I was just at an electronic records retention meeting yesterday and discovered that we're way out of compliance with our email retention. We thought that printing out emails and saving the hard copies was enough but that's not near enough. We need to be saving EVERY email that's sent or received regarding business dealings. So, does anyone know of a system that will automatically save all incoming and outgoing emails? If there's one that will be able to discriminate between jokes and legitimate emails that would be preferable, but were cutting WAY BACK on all budget items for next year. Wish me luck...

Thanks,

Joe B
 
Any of the major archiving products will do this, including Mimosa's NearPoint, Symantec's Enterprise Vault, and GFI's MailArchiver. They require careful planning, and any for an environment over 20 people will require additional hardware and licenses.
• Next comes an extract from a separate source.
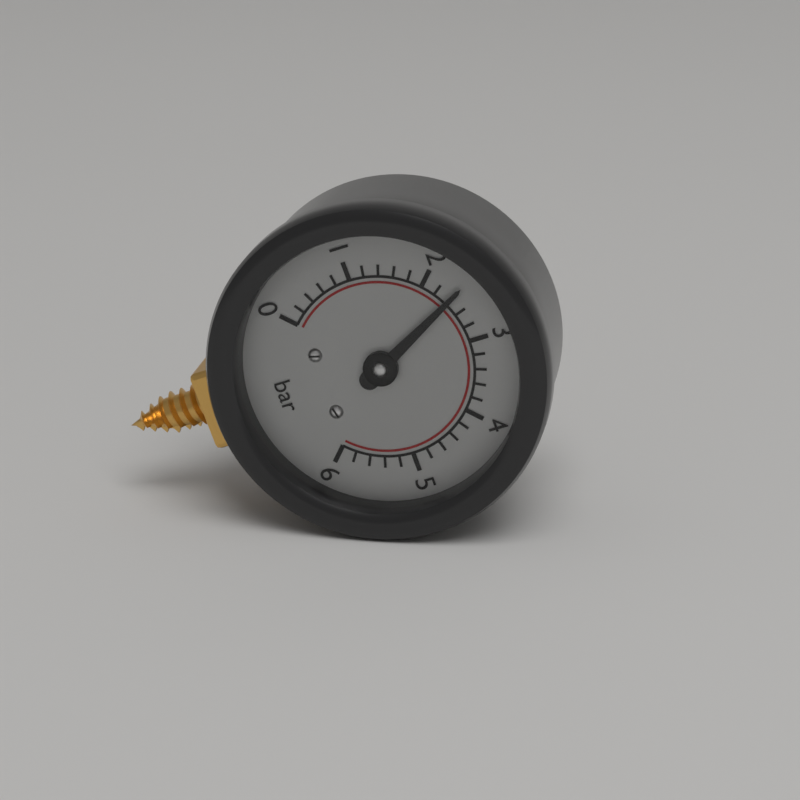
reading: 2.4 bar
BTW - printing out emails does NOTHING for you.

Pat Richard MVP
Plan for performance, and capacity takes care of itself. Plan for capacity, and suffer poor performance.
 
The VERY poor man's archiving is to merely create some journaling mailboxes on your server and enable journaling (properties on the mailbox database). You'll need a journaling mailbox for each of your mailbox databases. On each mailbox database, the journaling account would store a copy of every email sent or received from any mailbox on that mailbox database.

But a major burden of document compliance is the ability to provide requested information in a timely manner, and keeping all email, unindexed, in a single mailbox isn't very good for discovery. You really want to go with a 3rd party product.

Dave Shackelford
Shackelford Consulting
 
ShackDaddy said:
But a major burden of document compliance is the ability to provide requested information in a timely manner, and keeping all email, unindexed, in a single mailbox isn't very good for discovery.
Nor is it good for storage, IOPS, backups, daily maintenance, etc.

Pat Richard MVP
Plan for performance, and capacity takes care of itself. Plan for capacity, and suffer poor performance.
 
You can use a SAAS providor to perform mail archiving if you are of a size that does not warrent the investment in hardware/software and the training that goes with it.

MimeCast, Webroot are ones that I have used.

They capture all inbound/outbound email and you can use an Exchange 2007 Journaling Rule to capture all internal mail and route it directly to their archiving address.

For around 60 users this will cost around £3000.00 including archiving, business continuity (webmail service for users if your exchange box goes down, and full spam virus protection. Users have access to archive via their own login and you can even let them search their spam.

We use this and I can highly recommend. Also means that our bandwidth is not hit by large email sizes and spam.

Larger organisations of course will warrent the software/hardware under their own control but for the many SMB out there the above works out very well.
 
They capture all inbound/outbound email and you can use an Exchange 2007 Journaling Rule to capture all internal mail and route it directly to their archiving address.
Many of those don't handle internal email. And journalling is a poor way to archive as it doesn't grab everything.

Pat Richard MVP
Plan for performance, and capacity takes care of itself. Plan for capacity, and suffer poor performance.
 
So what does journaling not grab? Mail in the drafts folder? I know that many solutions build their strategy on sucking the journaling mailbox dry. What are they missing?

Dave Shackelford
Shackelford Consulting
 
Plenty. It only does envelope capturing. Meta data such as read status, modified body, etc, are not captured. Non-mail items are generally not captured, either. Journaling also introduces a substantial IOPS impact on the server. There is a 15-30% decrease in server performance (Microsoft often recommends a dedicated journaling server). If you didn't engineer this into the Exchange design when thinking about storage and performance, you're in for a rude awakening when you turn it on.

Disclaimer - I work for a major archiving vendor for Exchange and file servers. Anything else I might say could be construed as a sales pitch. That is not my intent. But journaling based archiving isn't the best solution.

Pat Richard MVP
Plan for performance, and capacity takes care of itself. Plan for capacity, and suffer poor performance.